Would be interesting to see what a slightly more server-like board would be for these.
@wes What is wrong with Supermicro X13SWA/X13SRA ?
You write, “We will quickly note that we had an EPYC Genoa workstation build that our team thought was too cumbersome to really recommend as it was a bear to get working.” Even if not recommended, it would be interesting to hear about the troubles of the parallel Genoa project.
It seems a shame that it has seven PCIe slots but most of them are impossible to use once you put a GPU or three in. So then you use riser cables but GPUs generally fail to fully utilise a 16x slot. Actually maxing this system out for use with HuggingFace AI models would be intriguing but perhaps the hardware to do so doesn’t really exist…?
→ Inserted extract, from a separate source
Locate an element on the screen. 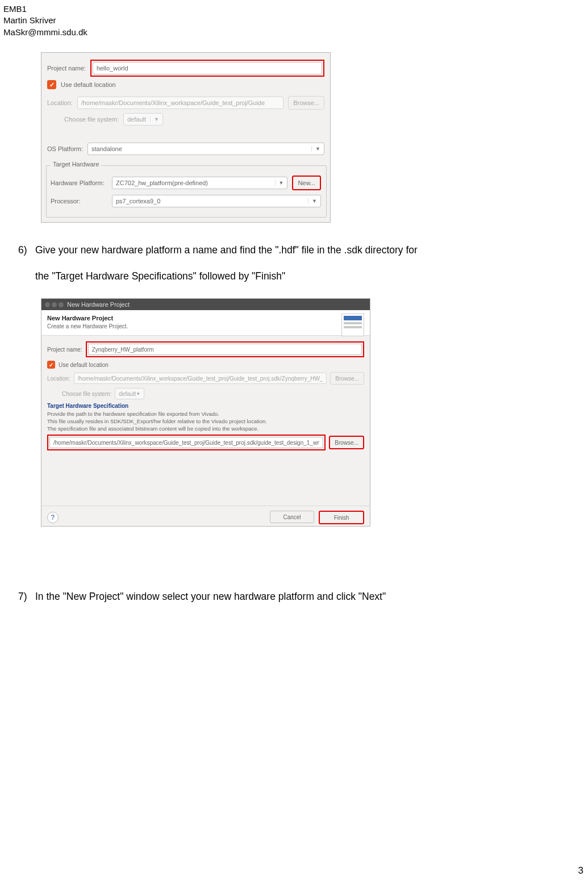  step-7-line1: In the "New Project" window select your … is located at coordinates (210, 596).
I am looking at the CPU-Z specs presented in the video at time 00:49, and am trying to figure out why the Intel Xeon w5-3425 (left), the alpha numeric portion not include in the “Name” field near the top of the “Processor” portion of the frame, like it is for the Intel Xeon w9-3495X (right); does not seem to share logic continuity in the “Clocks (Core #0)” portion of the frame, compared to the w9-3495X. The w5-3425, and rated (advertised) at 3.2GHz with a turbo speed of 4.6GHz, being shown to have a “Core Speed” of just 796.00MHz, the “Multiplier” set to only x8.0, given a “Bus Speed” of 99.75MHz, were as the w9-3495X, and rated at 1.9GHz with a turbo speed of 4.8GHz, displays a more understandable “Core Speed” value of 4800.00MHz, the “Multiplier” set to x48, given a Bus Speed of 100.00MHz. Shouldn’t, presuming all settings are basically identical in the BIOS configuration, the CPU-Z report for the w5-3425, with regards to the “Core Speed” read 4600.00MHz, thus consistent with the advertised turbo speed value, the “Multiplier” value set to x46? Please explain what the values in parenthesis mean, the w5-3425 range being from (5.0-32.0), the w9-3495X range being from (5.0-7.0). I would like to see the industry address the legacy (mid 1990’s) “Bus Speed” of ~100MHz-133MHz.
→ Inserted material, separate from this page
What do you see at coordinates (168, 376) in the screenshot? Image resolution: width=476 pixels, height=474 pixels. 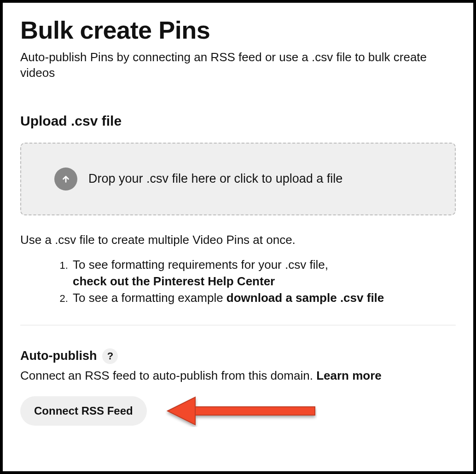 I see `auto-publish-desc-text: Connect an RSS feed to auto-publish from…` at bounding box center [168, 376].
Do these servers support CXL?
but why was the supermico platform faster. you nonchalantly dropped in that comment as if it was no big deal. well it’s a big deal! lol. is there a simple explanation?
Hi everyone,
great that I found this article. However, I faced memory issues during a similar build but with 2 4090 GPUs. I used RDIMM ECC memory (64GB DDR5 4800MT/s ECC Reg 2Rx4 Module KTL-TS548D4-64G Server Memory) and was surprised with d2,b7, and b9 codes, all memory-related errors.
Can you give any hints and what memory was used in your setup?